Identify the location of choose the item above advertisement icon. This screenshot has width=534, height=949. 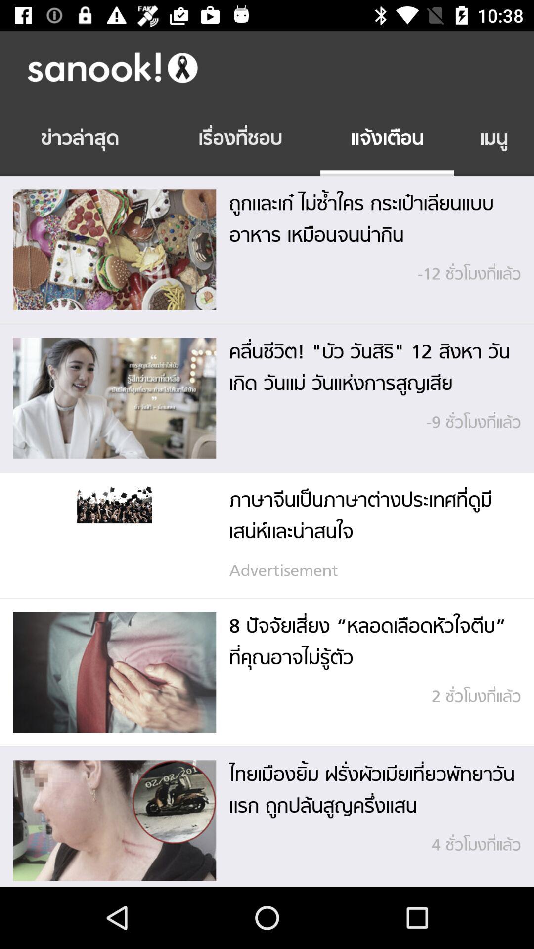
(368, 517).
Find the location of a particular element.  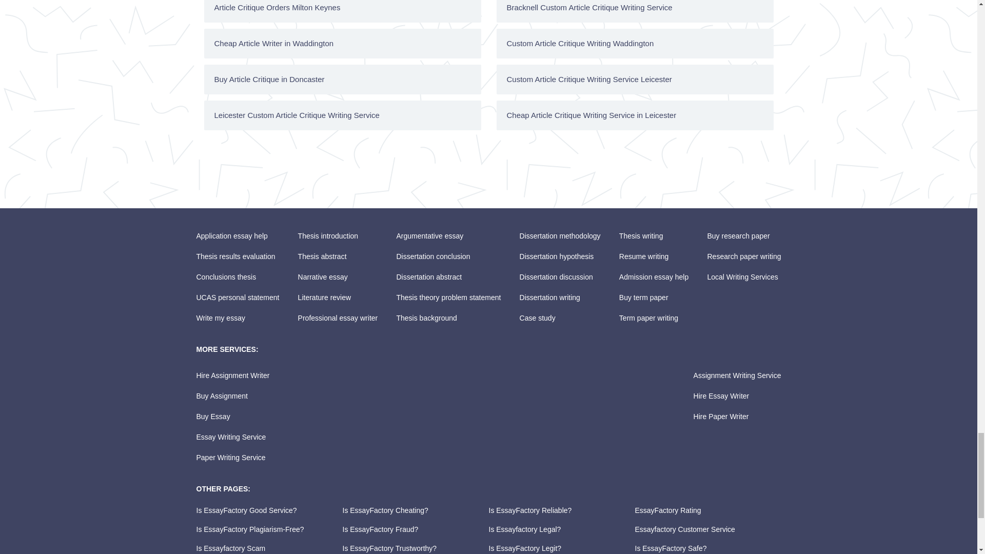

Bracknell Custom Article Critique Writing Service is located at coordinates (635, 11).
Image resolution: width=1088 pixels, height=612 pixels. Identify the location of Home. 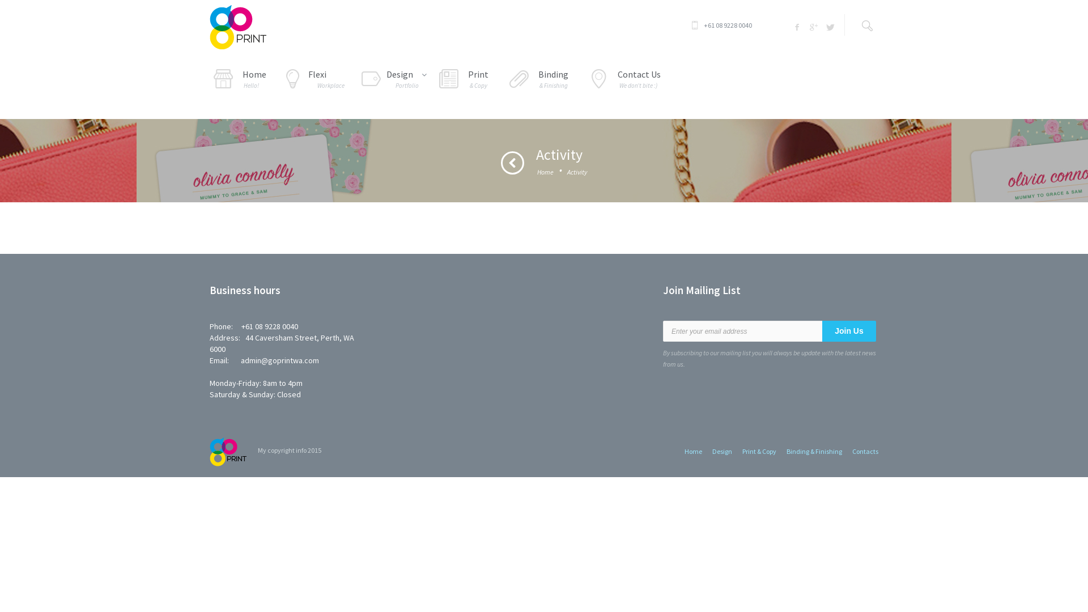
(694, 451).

○ ○ ○ ○ ○

▸ Work required: An exact, picture-free copy of the listing above is the goal; write it out now.

▸ Task output:
Identify the location of choose the item above advertisement icon. This screenshot has width=534, height=949. 
(368, 517).
Find the location of a particular element.  

Bracknell Custom Article Critique Writing Service is located at coordinates (635, 11).
Image resolution: width=1088 pixels, height=612 pixels. Identify the location of Home. 
(694, 451).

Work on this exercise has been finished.